Paris

Bernar Venet

These large framed drawings from 1989 (all around 98 by 117 inches) invite the viewer to consider them as paintings. Like Bernar Venet’s previous drawings, however, they are actually the result of photographically transferring the artist’s sculptures onto paper, and then reworking their outlines with oil stick. The photographic framing of the sculpture elicits an interpretive reading of the object, a reading that varies according to the angle of vision; the same sculpture can give rise to several drawings.

Interpretation and indetermination might be considered the key concepts behind this exhibition. The drawings, Ligne indéterminée (Indeterminate line, all works 1989) and Double ligne indéterminée (Double indeterminate line), are based on sculptures that are themselves entitled “Lignes indéterminée.” Venet continues the work on the line he initiated in 1976, after his break with Conceptual art. Broken lines in the series “Positions d’angles” (Positions of angles, 1978-79), curved lines in “Positions d’arcs” (Positions of arcs, 1978-79), straight lines in “Cordes sous-tenant des arcs de cercle” (Cords subtending the arcs of the circle, 1977), and free, haphazard lines, in “Lignes indéterminées,” provided the basis for wood reliefs and steel sculptures as well as for these drawings. Could it be that line for Venet is a path to knowledge? (Here one thinks of the enlarged reproductions of the pages of scientific books that he produced at the end of his Conceptual period.) The countermovement (curve, loop, volute, spiral), this baroque quality of the indeterminate line, is increasingly emphasized in Venet’s work, and particularly in his drawings, where the black and copper-red oil stick create a play of shadow and light, giving the works a pictorial dimension. The grounds are a pale mat gray, punctuated by oil-stick traces—signs of the hand. The lines are imbued with an ample sense of dynamic movement, and their powerful physicality releases an intense charge of energy. The two ends of the line in Ligne indéterminée are clearly visible, but in Double ligne indéterminée only three out of four can be identified. The fourth is hidden behind the oil-stick traces as though the practice of drawing, or the picture itself, had necessitated this retreat, this passage behind the visible into an unknown space.

Has the notion of the monosemic content to which Venet adhered for many years disappeared completely from these chance forms in motion, which are open to pansemic interpretation? Whereas in the sculpture the indeterminate line or the arc of the circle appears as just that, the drawings are interpretations of the object, of the real. They are a matter of representation. In the end, perhaps, illusionism is the most valuable achievement of art. From the use of the object to conceptual algebraic diagrams, from geometric schemes in planar space to their concretization in three dimensions, from abstract sculptures to their expressive articulation in drawing, Venet’s itinerary is subtended by an exemplary reflection on the deep gulf between the real and its representation.

Anne Dagbert

Translated from the French by Hanna Hannah.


Brief. Nothing but an exact copy is wanted: the line with "pixels, height=367 pixels." and each line after it in the data below, last line included.

- - - -

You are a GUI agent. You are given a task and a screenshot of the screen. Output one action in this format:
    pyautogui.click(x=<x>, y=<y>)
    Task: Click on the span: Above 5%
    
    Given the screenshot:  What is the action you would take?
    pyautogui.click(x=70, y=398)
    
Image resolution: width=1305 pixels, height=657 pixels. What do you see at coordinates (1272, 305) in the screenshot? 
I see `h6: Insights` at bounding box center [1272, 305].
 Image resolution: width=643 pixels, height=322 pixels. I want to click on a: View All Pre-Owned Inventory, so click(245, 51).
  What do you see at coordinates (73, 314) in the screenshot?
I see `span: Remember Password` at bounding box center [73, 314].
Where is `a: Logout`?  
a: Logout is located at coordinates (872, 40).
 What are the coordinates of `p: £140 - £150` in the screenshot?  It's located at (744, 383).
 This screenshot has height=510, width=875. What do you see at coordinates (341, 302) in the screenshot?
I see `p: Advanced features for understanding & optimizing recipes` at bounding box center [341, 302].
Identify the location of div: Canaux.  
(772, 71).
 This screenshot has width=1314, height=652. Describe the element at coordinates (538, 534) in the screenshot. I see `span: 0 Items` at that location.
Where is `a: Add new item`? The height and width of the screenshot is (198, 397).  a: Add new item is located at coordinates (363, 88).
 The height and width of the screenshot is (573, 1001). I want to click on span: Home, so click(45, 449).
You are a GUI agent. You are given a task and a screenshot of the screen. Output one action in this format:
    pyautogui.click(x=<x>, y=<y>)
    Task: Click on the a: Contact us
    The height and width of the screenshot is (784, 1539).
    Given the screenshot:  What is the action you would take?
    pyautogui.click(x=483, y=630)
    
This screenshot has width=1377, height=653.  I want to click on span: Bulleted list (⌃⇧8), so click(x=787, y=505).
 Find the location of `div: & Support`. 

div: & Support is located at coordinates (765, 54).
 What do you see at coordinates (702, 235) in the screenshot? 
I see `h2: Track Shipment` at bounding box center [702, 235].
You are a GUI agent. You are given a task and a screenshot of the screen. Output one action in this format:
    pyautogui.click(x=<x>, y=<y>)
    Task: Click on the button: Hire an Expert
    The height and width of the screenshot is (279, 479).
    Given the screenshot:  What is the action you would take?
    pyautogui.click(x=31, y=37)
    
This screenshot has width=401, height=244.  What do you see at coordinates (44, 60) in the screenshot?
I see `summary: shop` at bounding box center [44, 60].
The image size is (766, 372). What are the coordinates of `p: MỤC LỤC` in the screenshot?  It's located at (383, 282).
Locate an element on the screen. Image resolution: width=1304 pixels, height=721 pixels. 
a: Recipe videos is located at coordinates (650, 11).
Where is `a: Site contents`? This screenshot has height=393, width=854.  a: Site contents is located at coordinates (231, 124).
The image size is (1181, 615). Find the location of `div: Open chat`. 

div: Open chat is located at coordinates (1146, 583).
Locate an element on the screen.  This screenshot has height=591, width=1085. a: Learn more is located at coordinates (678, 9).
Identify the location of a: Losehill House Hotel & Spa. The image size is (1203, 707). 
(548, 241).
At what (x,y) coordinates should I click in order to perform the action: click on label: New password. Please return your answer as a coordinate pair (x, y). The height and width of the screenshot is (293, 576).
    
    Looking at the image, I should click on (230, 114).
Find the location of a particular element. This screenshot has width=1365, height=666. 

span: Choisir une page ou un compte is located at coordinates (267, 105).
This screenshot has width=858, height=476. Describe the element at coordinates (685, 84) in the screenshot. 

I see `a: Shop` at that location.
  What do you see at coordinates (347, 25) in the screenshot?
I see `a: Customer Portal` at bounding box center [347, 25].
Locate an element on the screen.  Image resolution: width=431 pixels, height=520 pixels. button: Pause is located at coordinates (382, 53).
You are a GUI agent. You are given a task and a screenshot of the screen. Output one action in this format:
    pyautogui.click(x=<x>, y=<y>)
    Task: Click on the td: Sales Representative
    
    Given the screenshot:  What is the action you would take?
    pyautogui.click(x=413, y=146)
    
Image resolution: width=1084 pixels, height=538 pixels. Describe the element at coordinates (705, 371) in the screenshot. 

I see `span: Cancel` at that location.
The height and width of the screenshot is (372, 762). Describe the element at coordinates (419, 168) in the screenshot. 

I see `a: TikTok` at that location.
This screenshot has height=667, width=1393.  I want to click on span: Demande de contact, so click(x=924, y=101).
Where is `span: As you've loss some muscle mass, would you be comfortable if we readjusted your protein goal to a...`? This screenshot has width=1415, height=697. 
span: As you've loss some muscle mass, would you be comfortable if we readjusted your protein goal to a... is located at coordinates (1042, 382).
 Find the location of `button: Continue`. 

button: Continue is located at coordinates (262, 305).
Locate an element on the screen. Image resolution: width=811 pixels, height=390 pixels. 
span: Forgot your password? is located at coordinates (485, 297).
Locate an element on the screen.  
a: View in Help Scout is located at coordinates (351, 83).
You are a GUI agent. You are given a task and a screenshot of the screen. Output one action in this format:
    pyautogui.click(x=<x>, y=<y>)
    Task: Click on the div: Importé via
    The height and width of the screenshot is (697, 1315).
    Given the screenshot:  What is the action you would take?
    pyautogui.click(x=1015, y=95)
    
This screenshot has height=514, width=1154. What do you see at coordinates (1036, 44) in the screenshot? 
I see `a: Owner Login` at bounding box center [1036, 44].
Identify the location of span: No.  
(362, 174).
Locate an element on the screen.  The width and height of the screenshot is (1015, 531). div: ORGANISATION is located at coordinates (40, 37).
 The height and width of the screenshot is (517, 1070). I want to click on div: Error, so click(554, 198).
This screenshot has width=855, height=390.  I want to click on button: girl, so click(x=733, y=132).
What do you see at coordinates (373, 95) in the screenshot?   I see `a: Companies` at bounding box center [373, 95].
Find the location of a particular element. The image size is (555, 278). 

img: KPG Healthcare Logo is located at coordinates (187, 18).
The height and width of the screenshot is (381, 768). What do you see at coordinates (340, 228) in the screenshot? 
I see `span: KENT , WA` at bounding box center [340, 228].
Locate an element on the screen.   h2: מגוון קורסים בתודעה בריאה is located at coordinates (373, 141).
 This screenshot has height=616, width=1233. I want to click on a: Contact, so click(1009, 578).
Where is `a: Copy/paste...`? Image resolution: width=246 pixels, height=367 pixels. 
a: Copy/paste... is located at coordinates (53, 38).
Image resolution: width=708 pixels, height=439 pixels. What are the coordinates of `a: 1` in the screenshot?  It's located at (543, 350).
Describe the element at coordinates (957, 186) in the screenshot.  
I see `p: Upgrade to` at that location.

- - - -

Expected answer.
Where is `a: Copy/paste...`? Image resolution: width=246 pixels, height=367 pixels. 
a: Copy/paste... is located at coordinates (53, 38).
Image resolution: width=708 pixels, height=439 pixels. What are the coordinates of `a: 1` in the screenshot?  It's located at (543, 350).
Describe the element at coordinates (957, 186) in the screenshot.  
I see `p: Upgrade to` at that location.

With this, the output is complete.